Supreme Court rejects California immunity in prison COVID deaths


The Supreme Court on Monday rejected an appeal by California prison officials seeking immunity from lawsuits over their transfer of inmates with COVID-19 to San Quentin in May 2020, sparking an outbreak that killed 26 inmates and a guard.

The judges denied the appeals without comment or disagreement.

The transfer decision was later criticized by state lawmakers as a “fiasco,” “abhorrent,” and “the worst prison health mistake in state history.”

The California Institution for Men in Chino had been hit hard by COVID-19. Nine of its inmates had died and about 600 were infected as of May 2020.

San Quentin then had no known cases at the time. In an effort to prevent further damage to CIM, prison officials decided to move 122 inmates from Chino north to San Quentin.

Within days, San Quentin reported 25 COVID cases among the 122 new arrivals. Within three weeks, the virus spread to another 499 people.
By early September, at least 2,100 inmates and 270 staff members had tested positive.

The state now faces four major lawsuits from the families of those who died, as well as inmates and staff who were infected but survived.

Those lawsuits can proceed now that federal courts in California and the Supreme Court have denied the state's claim that correctional officers had “qualified immunity” that protected them from being sued.

“The state has had its due process until reaching the Supreme Court. They don't get caught up in a technicality,” Michael J. Haddad, the families' attorney, said in response to the court's order. “Now is the time to face the facts. “Prison administrators killed 29 people in what the Ninth Circuit called a ‘textbook case’ of deliberate indifference.”

The defense of qualified immunity often protects police officers from lawsuits. Judges have said police and other government officials can be sued for violating people's constitutional rights, but only if they knowingly violated a “clearly established” right.

Courts have said that police officers often must make split-second decisions about whether, for example, a pursued suspect has a gun. For that reason, courts sometimes protect officers from being sued for “unreasonable seizure” if an officer shoots a fleeing person based on the mistaken belief that the suspect was armed.

The pending prison cases are quite different, the families' lawyers said, because prison officials decided to carry out the transfers without taking the precautions that were understood to be necessary at the time.

Sergeant. Gilbert Polanco, the deceased guard, was 55 years old and had worked at San Quentin for more than two decades. He had multiple health conditions, including obesity, diabetes and hypertension, which put him at high risk if he contracted COVID-19.

His duties during the pandemic included taking sick inmates to local hospitals, but attorneys said corrections officials refused to provide him or the inmates with personal protective equipment.
At the end of June 2020, he contracted COVID-19 and, after a long stay in hospital, died in August.

In Polanco's case, the lawsuit alleges that he lost his life due to a “danger created by the State.”

The U.S. Court of Appeals for the Ninth Circuit said that corrections officials had affirmatively exposed Polanco to a danger he would not otherwise have faced and had failed to take steps to protect him from the danger they had created.

In the past, the Supreme Court had also ruled that prisoners have the right to be protected from “unnecessary and senseless pain,” even as a result of “deliberate indifference to their serious medical needs.” Lawyers for San Quentin inmates said prison officials can be held responsible by that standard.

California state prosecutors urged the Supreme Court to review and reverse Ninth Circuit decisions that rejected a qualified immunity defense for correctional officers.

“The facts of these cases are undeniably tragic,” they said. But in “the early months of the COVID-19 pandemic, when little was known about the disease and testing supplies were limited, the accused officials attempted to protect the lives of dozens of vulnerable inmates who were confined to a prison. where the virus was rampant. .”

In retrospect, they agreed that their actions could be considered wrong, but “no clearly established law warned them that their alleged mismanagement of the COVID-19 pandemic at San Quentin prison was unconstitutional.”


Scan the entries below, and for each line that includes the word "oblique", make a copy.
((
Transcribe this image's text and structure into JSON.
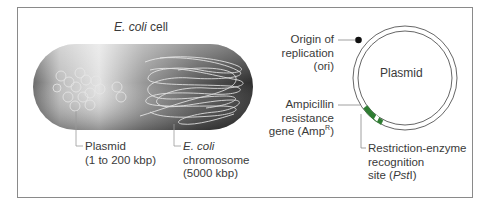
{
  "panel_left": {
    "title_italic": "E. coli",
    "title_rest": " cell",
    "plasmid_label": {
      "line1": "Plasmid",
      "line2": "(1 to 200 kbp)"
    },
    "chromosome_label": {
      "line1_italic": "E. coli",
      "line2": "chromosome",
      "line3": "(5000 kbp)"
    }
  },
  "panel_right": {
    "center_label": "Plasmid",
    "ori_label": {
      "line1": "Origin of",
      "line2": "replication",
      "line3": "(ori)"
    },
    "amp_label": {
      "line1": "Ampicillin",
      "line2": "resistance",
      "line3_pre": "gene (Amp",
      "line3_sup": "R",
      "line3_post": ")"
    },
    "pst_label": {
      "line1": "Restriction-enzyme",
      "line2": "recognition",
      "line3_pre": "site (",
      "line3_italic": "Pst",
      "line3_post": "I)"
    }
  },
  "colors": {
    "frame": "#8a8a8a",
    "gene_green": "#2e7d32",
    "ori_marker": "#111111",
    "cell_dark": "#3c3c3c",
    "cell_light": "#d8d8d8"
  }
}
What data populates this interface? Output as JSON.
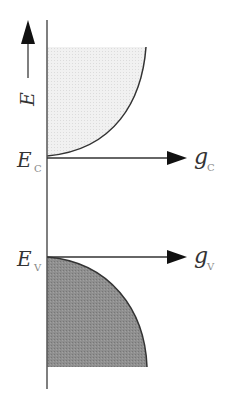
{
  "diagram": {
    "energy_axis": {
      "label": "E",
      "direction": "up"
    },
    "conduction_band": {
      "edge_label": "E",
      "edge_subscript": "C",
      "dos_label": "g",
      "dos_subscript": "C",
      "fill_color": "#eeeeee"
    },
    "valence_band": {
      "edge_label": "E",
      "edge_subscript": "V",
      "dos_label": "g",
      "dos_subscript": "V",
      "fill_color": "#8c8c8c"
    },
    "colors": {
      "line": "#333333",
      "axis": "#555555"
    }
  }
}
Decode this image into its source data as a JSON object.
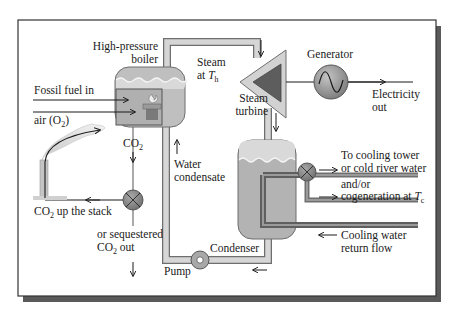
{
  "diagram": {
    "type": "fossil-fuel power plant schematic",
    "colors": {
      "frame_border": "#333333",
      "frame_shadow": "#555555",
      "pipe_fill": "#bdbdbd",
      "pipe_outline": "#6e6e6e",
      "water": "#a9a9a9",
      "steam": "#d9d9d9",
      "valve": "#8a8a8a",
      "turbine_outer": "#cfcfcf",
      "turbine_inner": "#5f5f5f",
      "generator": "#9a9a9a",
      "cooling_pipe": "#7d7d7d"
    },
    "labels": {
      "boiler_line1": "High-pressure",
      "boiler_line2": "boiler",
      "steam_line1": "Steam",
      "steam_line2_prefix": "at ",
      "steam_temp_symbol": "T",
      "steam_temp_sub": "h",
      "generator": "Generator",
      "electricity_line1": "Electricity",
      "electricity_line2": "out",
      "turbine_line1": "Steam",
      "turbine_line2": "turbine",
      "fossil_fuel": "Fossil fuel in",
      "air_prefix": "air (O",
      "air_sub": "2",
      "air_suffix": ")",
      "co2_prefix": "CO",
      "co2_sub": "2",
      "water_line1": "Water",
      "water_line2": "condensate",
      "stack_prefix": "CO",
      "stack_sub": "2",
      "stack_suffix": " up the stack",
      "sequestered_line1": "or sequestered",
      "sequestered_prefix": "CO",
      "sequestered_sub": "2",
      "sequestered_suffix": " out",
      "cooling_tower_line1": "To cooling tower",
      "cooling_tower_line2": "or cold river water",
      "cogen_line1": "and/or",
      "cogen_line2_prefix": "cogeneration at ",
      "cogen_temp_symbol": "T",
      "cogen_temp_sub": "c",
      "return_line1": "Cooling water",
      "return_line2": "return flow",
      "condenser": "Condenser",
      "pump": "Pump"
    },
    "icons": {
      "flame": "flame-icon",
      "sine_wave": "ac-sine-icon",
      "valve_cross": "valve-x-icon"
    }
  }
}
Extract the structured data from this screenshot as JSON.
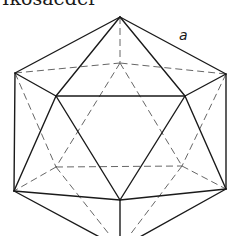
{
  "title": "Ikosaeder",
  "edge_label": "a",
  "colors": {
    "line": "#1a1a1a",
    "hidden_line": "#555555",
    "background": "#ffffff"
  },
  "figure": {
    "type": "icosahedron-wireframe",
    "vertices": {
      "T": [
        120,
        17
      ],
      "UL": [
        15,
        73
      ],
      "UR": [
        226,
        74
      ],
      "FL": [
        56,
        96
      ],
      "FR": [
        185,
        96
      ],
      "BU": [
        120,
        63
      ],
      "LL": [
        14,
        191
      ],
      "LR": [
        226,
        189
      ],
      "FB": [
        120,
        200
      ],
      "BL": [
        56,
        167
      ],
      "BR": [
        182,
        166
      ],
      "B": [
        120,
        248
      ]
    },
    "visible_edges": [
      [
        "T",
        "UL"
      ],
      [
        "T",
        "UR"
      ],
      [
        "T",
        "FL"
      ],
      [
        "T",
        "FR"
      ],
      [
        "UL",
        "FL"
      ],
      [
        "FL",
        "FR"
      ],
      [
        "FR",
        "UR"
      ],
      [
        "UL",
        "LL"
      ],
      [
        "UR",
        "LR"
      ],
      [
        "FL",
        "LL"
      ],
      [
        "FL",
        "FB"
      ],
      [
        "FR",
        "FB"
      ],
      [
        "FR",
        "LR"
      ],
      [
        "LL",
        "FB"
      ],
      [
        "FB",
        "LR"
      ],
      [
        "LL",
        "B"
      ],
      [
        "LR",
        "B"
      ],
      [
        "FB",
        "B"
      ]
    ],
    "hidden_edges": [
      [
        "T",
        "BU"
      ],
      [
        "UL",
        "BU"
      ],
      [
        "UR",
        "BU"
      ],
      [
        "BU",
        "BL"
      ],
      [
        "BU",
        "BR"
      ],
      [
        "UL",
        "BL"
      ],
      [
        "UR",
        "BR"
      ],
      [
        "BL",
        "BR"
      ],
      [
        "BL",
        "LL"
      ],
      [
        "BR",
        "LR"
      ],
      [
        "BL",
        "B"
      ],
      [
        "BR",
        "B"
      ]
    ],
    "label_position": [
      179,
      40
    ]
  }
}
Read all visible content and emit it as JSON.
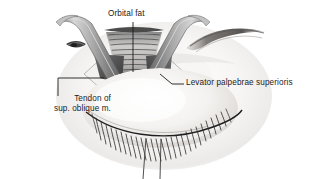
{
  "figure": {
    "kind": "anatomical-illustration",
    "background_color": "#ffffff",
    "ink_color": "#1b1b1b"
  },
  "labels": {
    "orbital_fat": "Orbital fat",
    "levator": "Levator palpebrae superioris",
    "tendon_line1": "Tendon of",
    "tendon_line2": "sup. oblique m."
  },
  "parts": {
    "retractor_left": "retractor-blade-left",
    "retractor_right": "retractor-blade-right",
    "orbital_fat_pad": "orbital-fat-pad",
    "levator_aponeurosis": "levator-aponeurosis",
    "superior_oblique_tendon": "superior-oblique-tendon",
    "eyebrow": "eyebrow",
    "upper_lid": "upper-eyelid",
    "lower_lid": "lower-eyelid",
    "eyelashes": "eyelashes",
    "suture_left": "suture-thread-left",
    "suture_right": "suture-thread-right"
  },
  "colors": {
    "skin_light": "#f3f1ef",
    "skin_shadow": "#d8d4d1",
    "metal_light": "#c9c9c9",
    "metal_mid": "#9a9a9a",
    "metal_dark": "#6d6d6d",
    "tissue_dark": "#4a4a4a",
    "tissue_mid": "#8f8f8f",
    "line": "#2a2a2a"
  }
}
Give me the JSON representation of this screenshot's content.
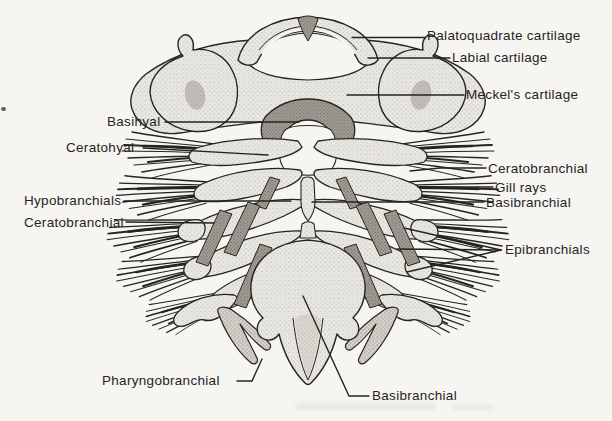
{
  "labels": {
    "palatoquadrate": "Palatoquadrate cartilage",
    "labial": "Labial cartilage",
    "meckels": "Meckel's cartilage",
    "basihyal": "Basihyal",
    "ceratohyal": "Ceratohyal",
    "hypobranchials": "Hypobranchials",
    "ceratobranchial_left": "Ceratobranchial",
    "ceratobranchial_right": "Ceratobranchial",
    "gill_rays": "Gill rays",
    "basibranchial_right": "Basibranchial",
    "epibranchials": "Epibranchials",
    "pharyngobranchial": "Pharyngobranchial",
    "basibranchial_bottom": "Basibranchial"
  },
  "colors": {
    "ink": "#26241f",
    "paper": "#f6f5f2",
    "cartilage_light": "#e9e7e1",
    "cartilage_mid": "#d3d0c9",
    "cartilage_dark": "#a19e96",
    "label_text": "#26241f"
  }
}
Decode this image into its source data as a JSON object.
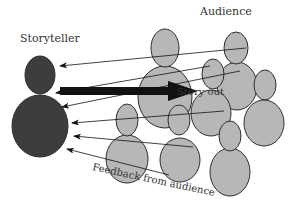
{
  "labels": {
    "storyteller": "Storyteller",
    "audience": "Audience",
    "story_out": "Story out",
    "feedback": "Feedback from audience"
  },
  "colors": {
    "storyteller_fill": "#3d3d3d",
    "audience_fill": "#b7b7b7",
    "stroke": "#2e2e2e",
    "arrow": "#111111"
  },
  "storyteller": {
    "head": {
      "cx": 40,
      "cy": 75,
      "rx": 15,
      "ry": 19
    },
    "body": {
      "cx": 40,
      "cy": 126,
      "rx": 28,
      "ry": 31
    }
  },
  "audience": [
    {
      "id": "a1",
      "head": {
        "cx": 165,
        "cy": 48,
        "rx": 14,
        "ry": 19
      },
      "body": {
        "cx": 165,
        "cy": 97,
        "rx": 27,
        "ry": 31
      }
    },
    {
      "id": "a2",
      "head": {
        "cx": 236,
        "cy": 48,
        "rx": 12,
        "ry": 16
      },
      "body": {
        "cx": 237,
        "cy": 86,
        "rx": 20,
        "ry": 24
      }
    },
    {
      "id": "a3",
      "head": {
        "cx": 213,
        "cy": 74,
        "rx": 11,
        "ry": 15
      },
      "body": {
        "cx": 211,
        "cy": 113,
        "rx": 20,
        "ry": 23
      }
    },
    {
      "id": "a4",
      "head": {
        "cx": 265,
        "cy": 85,
        "rx": 11,
        "ry": 15
      },
      "body": {
        "cx": 264,
        "cy": 123,
        "rx": 20,
        "ry": 23
      }
    },
    {
      "id": "a5",
      "head": {
        "cx": 127,
        "cy": 120,
        "rx": 11,
        "ry": 16
      },
      "body": {
        "cx": 127,
        "cy": 159,
        "rx": 21,
        "ry": 24
      }
    },
    {
      "id": "a6",
      "head": {
        "cx": 179,
        "cy": 120,
        "rx": 11,
        "ry": 15
      },
      "body": {
        "cx": 180,
        "cy": 160,
        "rx": 20,
        "ry": 22
      }
    },
    {
      "id": "a7",
      "head": {
        "cx": 230,
        "cy": 136,
        "rx": 11,
        "ry": 15
      },
      "body": {
        "cx": 230,
        "cy": 172,
        "rx": 20,
        "ry": 24
      }
    }
  ],
  "story_arrow": {
    "x1": 60,
    "y1": 91,
    "x2": 198,
    "y2": 91
  },
  "feedback_arrows": [
    {
      "x1": 246,
      "y1": 48,
      "x2": 60,
      "y2": 66
    },
    {
      "x1": 210,
      "y1": 66,
      "x2": 56,
      "y2": 93
    },
    {
      "x1": 240,
      "y1": 71,
      "x2": 62,
      "y2": 107
    },
    {
      "x1": 224,
      "y1": 111,
      "x2": 72,
      "y2": 123
    },
    {
      "x1": 193,
      "y1": 147,
      "x2": 74,
      "y2": 136
    },
    {
      "x1": 169,
      "y1": 175,
      "x2": 67,
      "y2": 149
    }
  ]
}
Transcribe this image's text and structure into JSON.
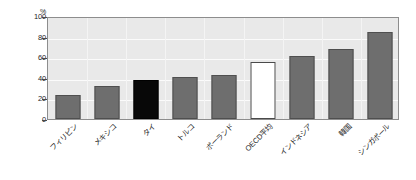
{
  "chart_data": {
    "type": "bar",
    "title": "",
    "subtitle": "",
    "xlabel": "",
    "ylabel": "",
    "yunit": "%",
    "ylim": [
      0,
      100
    ],
    "yticks": [
      0,
      20,
      40,
      60,
      80,
      100
    ],
    "grid": "horizontal-and-vertical",
    "legend": "none",
    "categories": [
      "フィリピン",
      "メキシコ",
      "タイ",
      "トルコ",
      "ポーランド",
      "OECD平均",
      "インドネシア",
      "韓国",
      "シンガポール"
    ],
    "values": [
      23,
      32,
      38,
      41,
      43,
      55,
      61,
      68,
      84
    ],
    "bar_styles": [
      "gray",
      "gray",
      "black",
      "gray",
      "gray",
      "white",
      "gray",
      "gray",
      "gray"
    ],
    "annotations": []
  },
  "colors": {
    "bar_gray": "#6e6e6e",
    "bar_black": "#080808",
    "bar_white": "#ffffff",
    "bar_outline": "#4f4f4f",
    "panel_background": "#e9e9e9",
    "panel_border": "#8d8d8d",
    "gridline": "#fbfbfb",
    "page_background": "#ffffff",
    "text": "#1f1f1f"
  }
}
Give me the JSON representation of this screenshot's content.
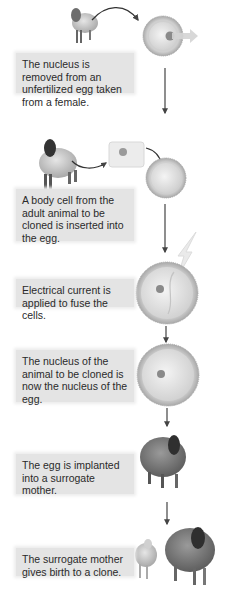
{
  "steps": [
    {
      "text": "The nucleus is removed from an unfertilized egg taken from a female."
    },
    {
      "text": "A body cell from the adult animal to be cloned is inserted into the egg."
    },
    {
      "text": "Electrical current is applied to fuse the cells."
    },
    {
      "text": "The nucleus of the animal to be cloned is now the nucleus of the egg."
    },
    {
      "text": "The egg is implanted into a surrogate mother."
    },
    {
      "text": "The surrogate mother gives birth to a clone."
    }
  ],
  "colors": {
    "label_box": "#e4e4e4",
    "egg_membrane": "#bdbdbd",
    "egg_cytoplasm": "#e2e2e2",
    "nucleus": "#8a8a8a",
    "sheep": "#8c8c8c",
    "arrow": "#555555"
  }
}
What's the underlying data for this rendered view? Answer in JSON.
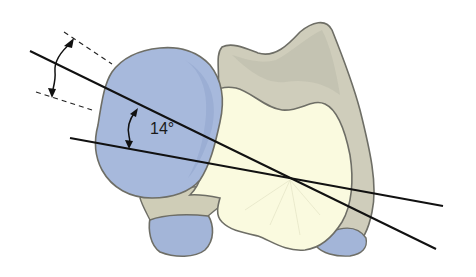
))
→ Response to this task:
    "tendon_line2": "sup. oblique m."
    "superior_oblique_tendon": "superior-oblique-tendon",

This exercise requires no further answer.